Leslie Banks and Basil Sydney in Went the Day Well? (Optimum Releasing)

How many films and TV shows have left you quaking at the thought of your quiet home town being overrun by flesh-eating zombies or sex-crazed vampires? As real mob violence hits the streets of Ealing in west London, it seems a good moment to escape into the glorious — though not necessarily gentler — cinematic past of Ealing Studios. When Went the Day Well? was released in 1942, anxieties were focused on invaders from across the English Channel. You never know, that polite British officer sipping tea in your drawing room, might turn out to be part of the advance party from the Third Reich.

Based on a short story by Graham Greene, Alberto Cavalcanti’s film is set in the idyllic English village of Bramley End (in reality, Turville in Buckinghamshire). A framing device introduces us first to the church warder (played by Mervyn Johns), who sets the scene for the extraordinary events of Whitsun weekend 1942. The locals are preparing for the wedding of the innkeeper’s son, when a party of Royal Engineers arrives out of the blue. Their leader Major Hammond (Basil Sydney) claims they are checking up on Bramley’s defences. In fact, the men are there to sabotage the home communications systems in preparation for an imminent Nazi invasion by air and sea.

As you’d expect from an Ealing film, Went the Day Well? tempers its highly topical wartime propaganda with strong characterisations. As tweeting birds almost drown out some of the opening exchanges, the Brazilian-born Cavalcanti gives us a comfortingly familiar portrait of mid-20th-century rural England. There’s the benign figure of the vicar (played by the inaptly named CV France) pouring his morning cup of tea. His unmarried daughter Nora (Valerie Taylor) clearly has her eye on the urbane Oliver Wilsford (Leslie Banks). Evacuee and choirboy George (Harry Fowler) has an insatiable curiosity that might prove injurious to his health. At the top of the social hierarchy is the redoubtable Mrs Fraser (Marie Lohr), whose manor home will later be at the centre of the Battle of Bramley End.

I’m not sure I would have given the game away quite as early as Cavalcanti does here, but within 10 minutes we know that Wilsford is a dastardly Fifth Columnist, who takes his orders from Berlin. The villagers, though, take much longer to cotton on to the treachery of this leading light of the Home Guard. They’re also a little slow to pick up on the many hints – numerals written in the continental style, a bar of German chocolate – that their visitors might not be who they claim to be. But the exaggerated politeness of those opening scenes rapidly gives way to brutality – on both sides.

Nearly 70 years later, Alberto Cavalcanti’s film is rightly billed as “a superb piece of British wartime propaganda”. But this exciting, funny and, at times, genuinely shocking film is much more than just a historical document. The script, by studio regulars John Dighton, Angus MacPhail and Diana Morgan, prefers sly humour and understated heroism to heavy-handed moralising or sentimentality. “You’re no better than a German. That’s what you are” declares the outraged shopkeeper Mrs Collins (Muriel George) to an ill-tempered soldier – long before his true nationality is revealed. In another early scene, the strains of “There’ll Always Be an England” provide an ironic soundtrack to a dinner party hosted by Mrs Fraser.

But though you smile at the publican’s innocent greeting to the new arrivals “We’ve never had so many foreigners in these parts”, you quickly realise this isn’t a comedy. Once the secret is out, Cavalcanti skilfully blends moments of suspense, with physical bravery and – at times – shocking violence. Hitchcock would have applauded the content and execution of the scene in which Mrs Collins throws pepper in the face of her unwanted lodger before bludgeoning him with an axe. We see her face contorted with horror at what she has just done. But moments after apparently making light of that notorious propaganda about “babies on bayonets”, she, too, succumbs to the cold steel. The shock of the vicar’s demise, as he attempts to ring the warning bells in church, isn’t undermined by a lingering final speech or tearful scenes in the pews.

As the death toll mounts and the hour of the invasion draws near, you wonder who can prevent the unthinkable from occurring. For a film that relies on such a strong ensemble British cast, it is fitting that the salvation of the village lies in a strong collaborative effort. During the climactic gun battle, staged in the glorious setting of the manor house, it’s the heroism and self-sacrifice of Bramley End’s ladies that you’ll remember. My one (minor) criticism is that when reinforcements finally arrive from neighbouring Upton, it’s a bit difficult to tell the real Brits from the imposters.

Cavalcanti is perhaps best remembered for directing two segments of Ealing’s portmanteau horror Dead of Night in 1945. He later worked in his native Brazil before settling in France, but I think his finest moment was the unimpeachably British Went the Day Well?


Brief :: Starting from the line that holds "Image resolution: width=496", output exactly each line through the end of the listing. Do not copy pictures.

————

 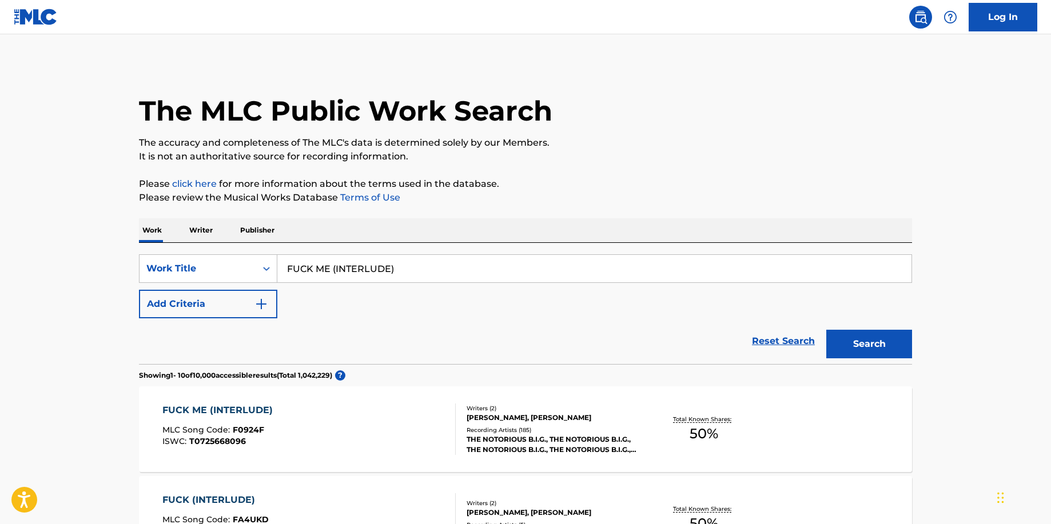 I want to click on img: search, so click(x=920, y=17).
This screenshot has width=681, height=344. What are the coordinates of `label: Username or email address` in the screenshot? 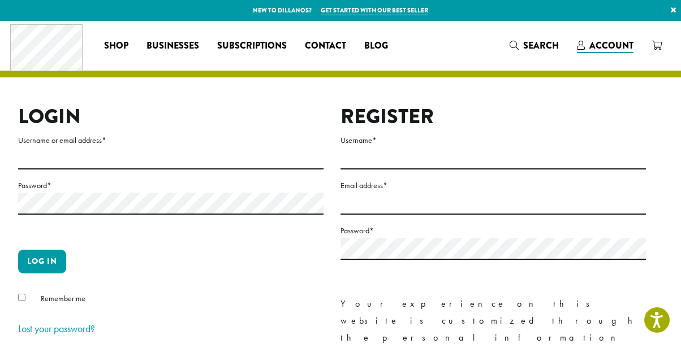 It's located at (171, 140).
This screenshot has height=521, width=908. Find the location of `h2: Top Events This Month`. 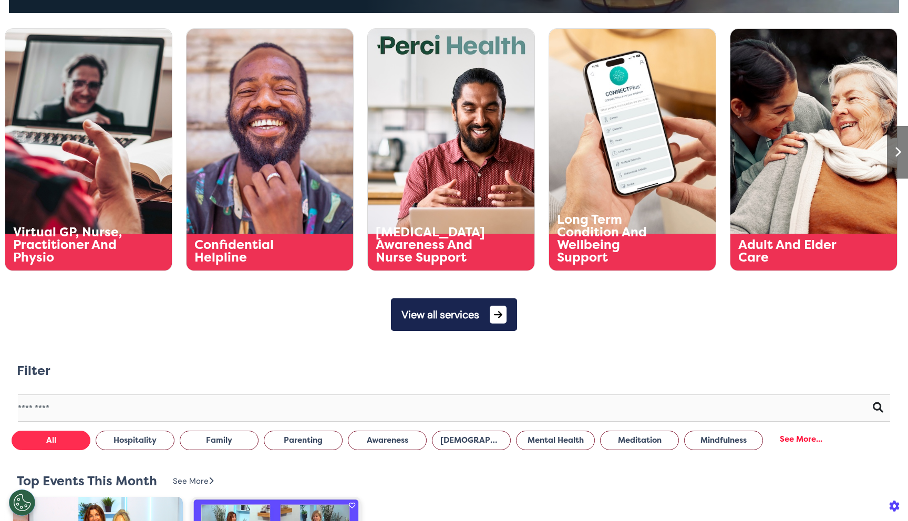

h2: Top Events This Month is located at coordinates (87, 481).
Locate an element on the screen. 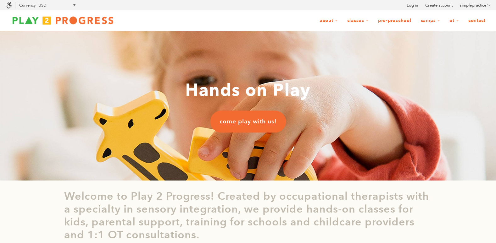  a: come play with us! is located at coordinates (248, 122).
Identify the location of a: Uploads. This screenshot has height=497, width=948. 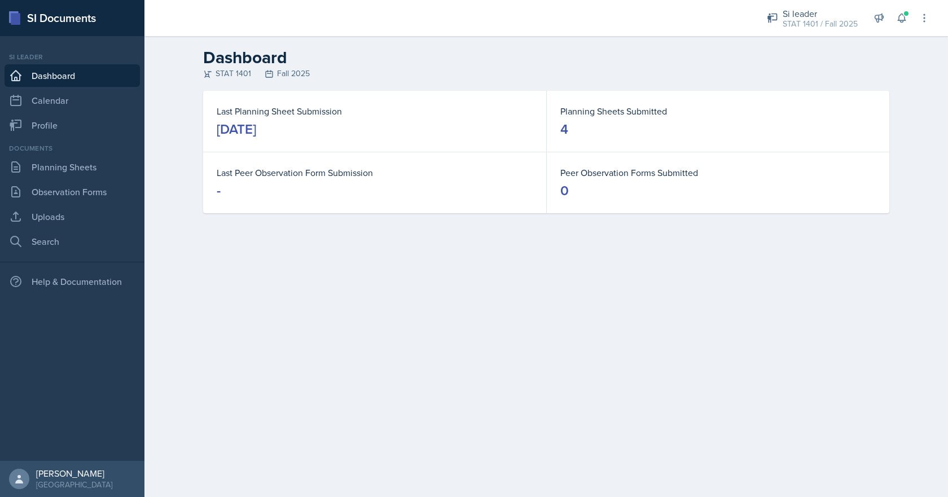
(72, 217).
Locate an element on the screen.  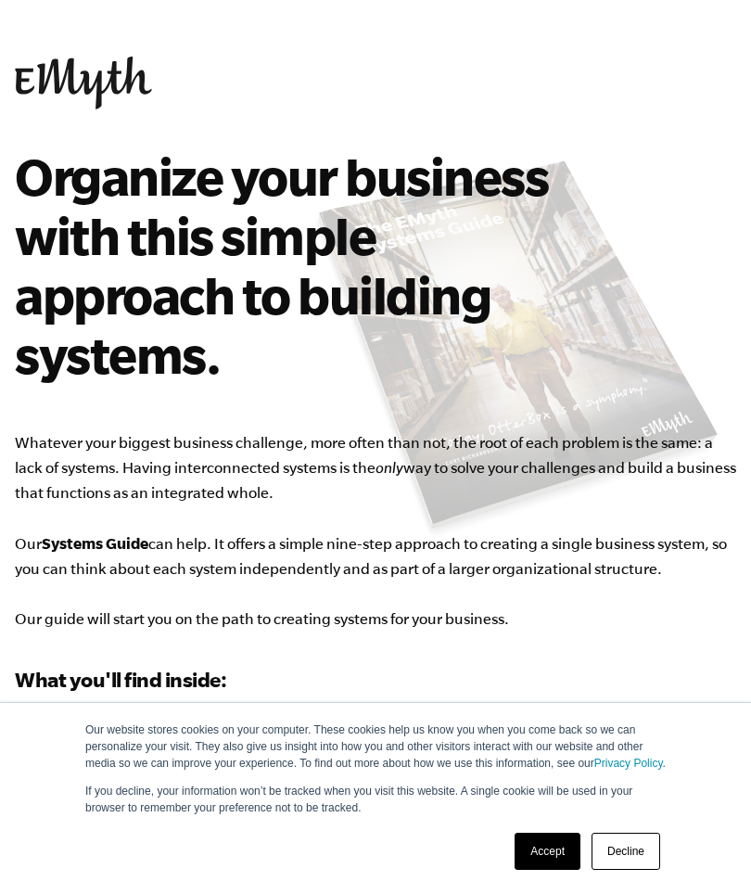
h3: What you'll find inside: is located at coordinates (376, 680).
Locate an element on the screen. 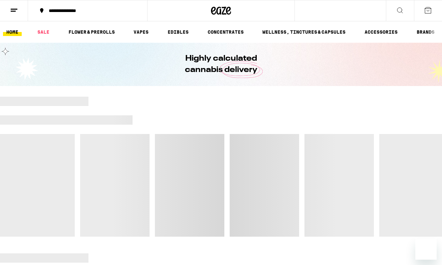  a: EDIBLES is located at coordinates (178, 32).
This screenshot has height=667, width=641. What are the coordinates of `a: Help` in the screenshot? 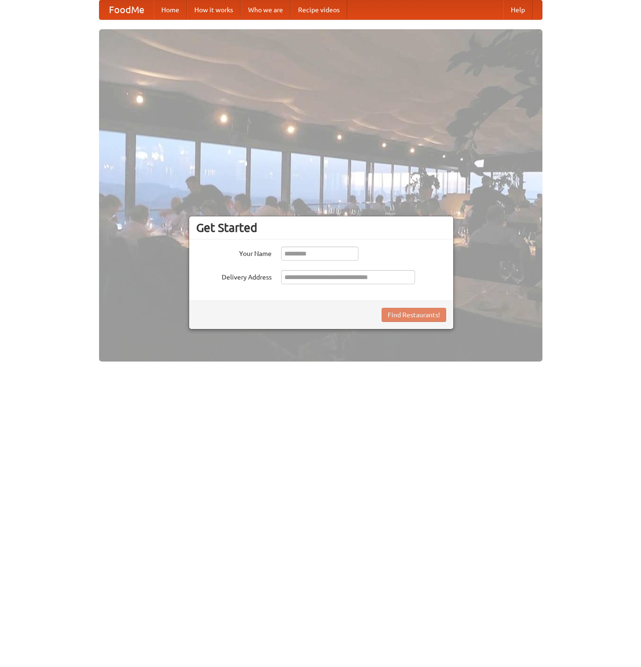 It's located at (518, 10).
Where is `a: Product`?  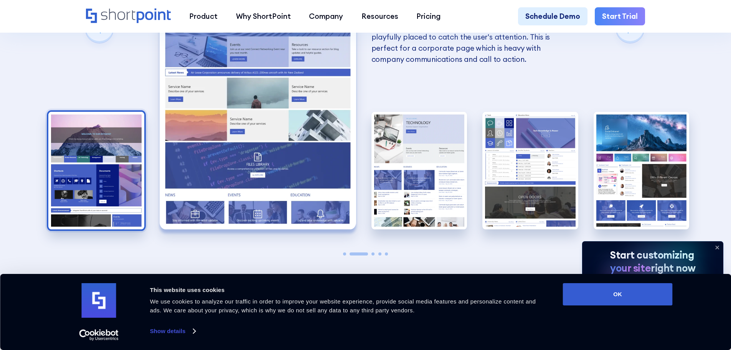 a: Product is located at coordinates (203, 17).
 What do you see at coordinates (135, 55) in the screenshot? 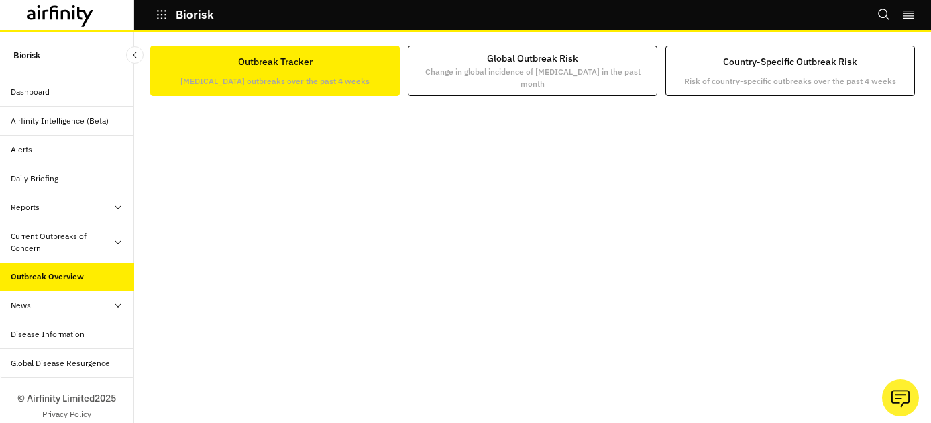
I see `button: Close Sidebar` at bounding box center [135, 55].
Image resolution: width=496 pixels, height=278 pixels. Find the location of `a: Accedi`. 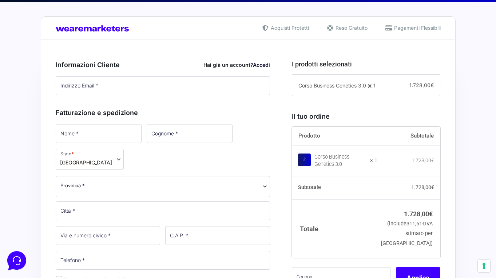

a: Accedi is located at coordinates (261, 65).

————

Response below ::
Image resolution: width=496 pixels, height=278 pixels. Find the location of `a: Accedi`. 

a: Accedi is located at coordinates (261, 65).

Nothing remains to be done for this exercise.